Discussions at Infocast’s recent Projects & Money Conference highlighted a growing sense of confidence across the solar and energy storage markets, signaling a continued shift toward a more mature, fundamentals-driven industry.

Across panels and conversations, industry leaders emphasized disciplined development, thoughtful capital deployment, and long-term value creation as key priorities — reflecting an evolution beyond reliance on incentives alone. While policy support remains an important accelerator, many attendees noted that solar’s competitiveness increasingly stands on its own.

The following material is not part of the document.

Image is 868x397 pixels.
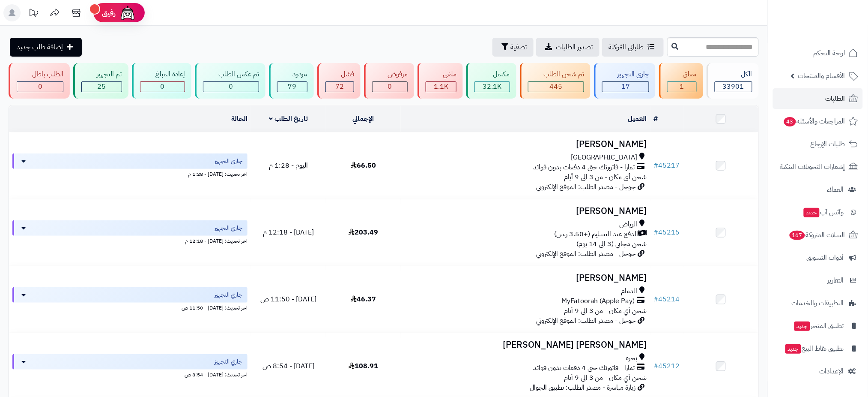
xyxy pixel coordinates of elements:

Recent analyses underscore this shift. Independent studies from organizations such as the International Renewable Energy Agency (IRENA) and Lazard show that unsubsidized utility-scale solar is now among the most cost-effective sources of new electricity generation, with levelized costs that often undercut conventional fossil fuel alternatives. In addition to cost advantages, solar’s relatively short development and construction timelines allow projects to move from planning to operation in months rather than years, providing a meaningful advantage in today’s capacity-constrained market.

Battery energy storage systems (BESS) were also a prominent focus throughout the conference. As storage deployment continues to scale, its role in enhancing grid reliability and flexibility is becoming increasingly central to project development strategies. According to forecasts from Ascend Analytics, more than 30 U.S. states are expected to show strong market conditions for BESS over the next five years, reflecting growing demand for solutions that balance renewable generation and support grid stability.

The pairing of solar and storage is helping address longstanding concerns around intermittency and reliability. By storing excess daytime generation for use during peak demand periods, providing backup power during outages, and smoothing fluctuations in output, solar-plus-storage projects are increasingly viewed as comprehensive energy solutions rather than standalone generation assets.

Attendees at the Projects & Money Conference noted that this convergence of cost competitiveness, speed to market, and reliability marks a defining moment for the sector. As the energy transition enters its next chapter, the industry’s focus is shifting toward execution, risk management, and long-term planning — hallmarks of a maturing infrastructure market.

With continued collaboration among developers, investors, utilities, and policymakers, solar and energy storage are poised to play a central role in meeting future electricity demand while supporting broader decarbonization goals.

At BioStar Renewables, we’re encouraged by the conversations coming out of Infocast’s Projects & Money Conference, which reinforced what we’re seeing across our own development and financing efforts: solar and energy storage have entered a more mature, fundamentals-driven phase. The emphasis on disciplined capital deployment, execution certainty, and long-term value closely aligns with how we approach project development.

Looking ahead, we’re excited to continue the conversation at Infocast’s upcoming Solar + Wind Finance & Investment Conference in Phoenix, AZ, March 15 – 18. As developers, investors, and capital providers dig deeper into how renewable projects are financed and scaled, we see these discussions as critical to advancing bankable, resilient clean energy infrastructure nationwide.